Ben Chacko (Morning Star) reports from the Prison Officers Association conference in Eastbourne

11 May 2023| News

Multi-pronged attacks on workers’ rights come from a Conservative government that is “doomed to lose the next election but is nevertheless absolutely intent on doing as much damage as it possibly can before it leaves office,” prison officers heard today.

Institute of Employment Rights president Lord John Hendy KC addressed a fringe meeting called by the IER and Thompson’s Solicitors on navigating the threats posed by anti-union laws.

Members of the Prison Officers Association are already familiar with restrictions on their strike rights — being forbidden from striking under Section 127 of the Criminal Justice & Public Order Act.

This made it essential the campaign to repeal Section 127 and restore prison officers’ right to strike became part of the wider campaign to overturn the coming Strikes (Minimum Service Levels) Bill, Lord Hendy stressed. “The real question for the trade union movement is to what extent the Labour Party, if it wins office, is going to put right these wrongs.”
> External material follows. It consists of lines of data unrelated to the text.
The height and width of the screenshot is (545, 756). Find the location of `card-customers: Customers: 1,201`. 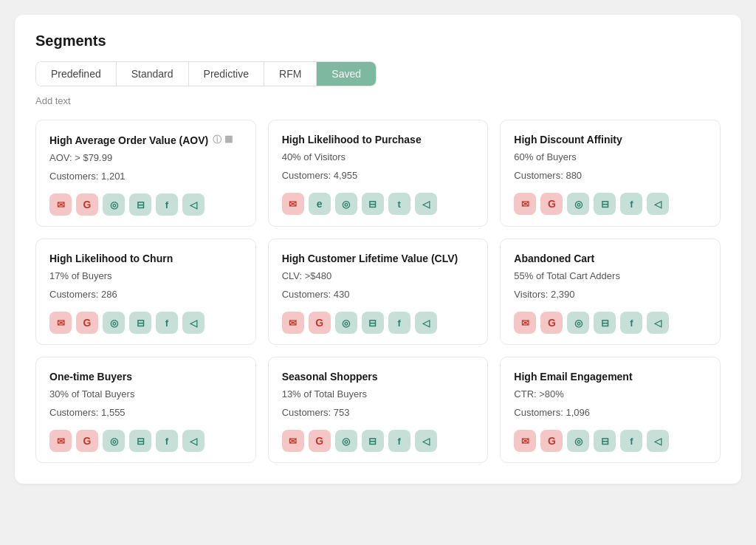

card-customers: Customers: 1,201 is located at coordinates (146, 176).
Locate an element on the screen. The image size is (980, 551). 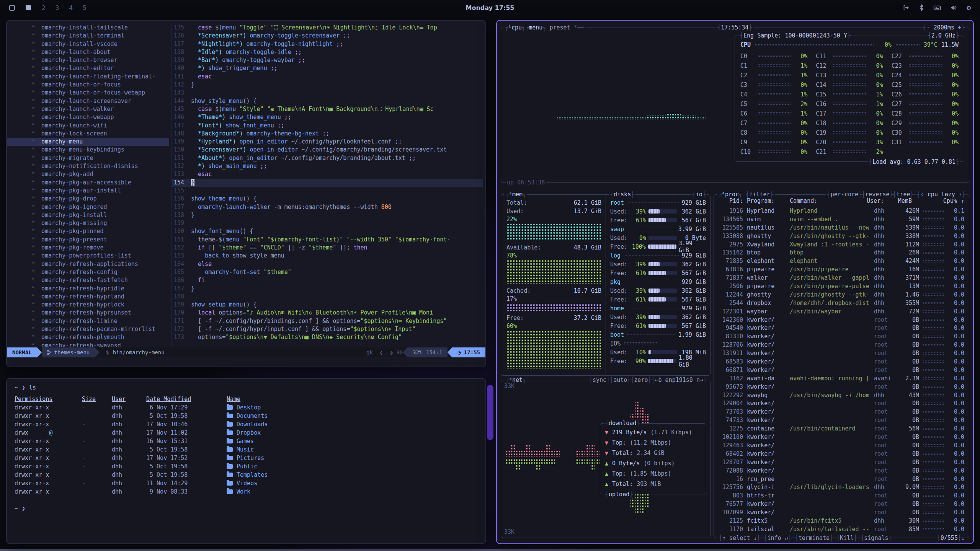
proc-row: 95673kworker/root0B0.0 is located at coordinates (841, 387).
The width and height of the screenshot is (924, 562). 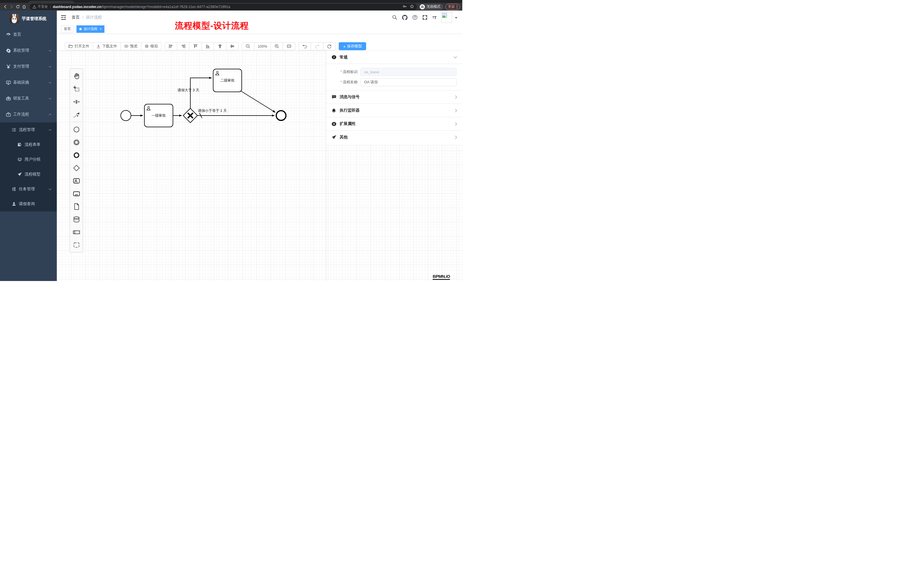 What do you see at coordinates (5, 7) in the screenshot?
I see `back-icon` at bounding box center [5, 7].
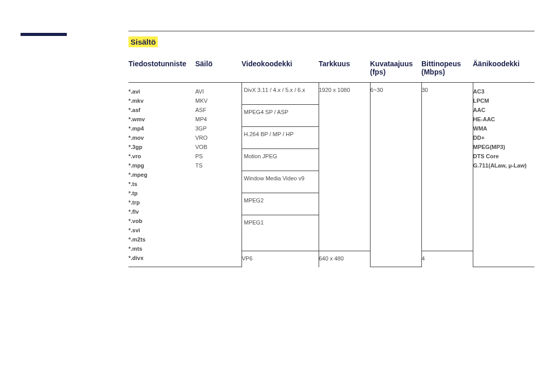  Describe the element at coordinates (447, 167) in the screenshot. I see `bit-main-cell: 30` at that location.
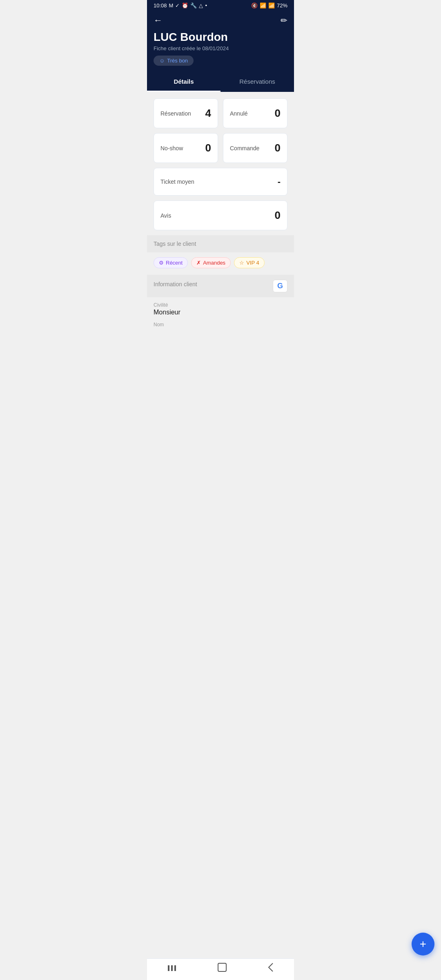 This screenshot has width=441, height=980. I want to click on stat-ticket-moyen: Ticket moyen -, so click(220, 182).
And all workers stood to lose workplace rights if the government goes ahead with its sweeping repeal of EU regulations incorporated into British law, he argued.
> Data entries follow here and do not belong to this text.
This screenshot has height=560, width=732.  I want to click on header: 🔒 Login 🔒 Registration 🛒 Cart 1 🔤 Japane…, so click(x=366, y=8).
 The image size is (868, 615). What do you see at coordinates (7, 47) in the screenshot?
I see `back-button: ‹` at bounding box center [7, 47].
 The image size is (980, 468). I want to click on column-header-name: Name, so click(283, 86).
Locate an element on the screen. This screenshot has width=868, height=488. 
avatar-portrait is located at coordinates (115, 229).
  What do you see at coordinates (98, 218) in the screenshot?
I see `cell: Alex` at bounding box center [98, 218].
Ministers now said they only wished to scrap 800 laws rather than the 4,600 identified as emanating from the EU, he said, but “nobody knows what they are.

“Are they to do with the environment, or food standards, or workers’ rights to health and safety, or caps on working time, to paid holidays? It’s all up for grabs.”

Iain Birrell of Thompson’s Solicitors advised POA members of the legal details of when workers could remove themselves from a workplace on the grounds that it is unsafe.

This article first appreared in the Morning Star. We thanks them for permission to use it here.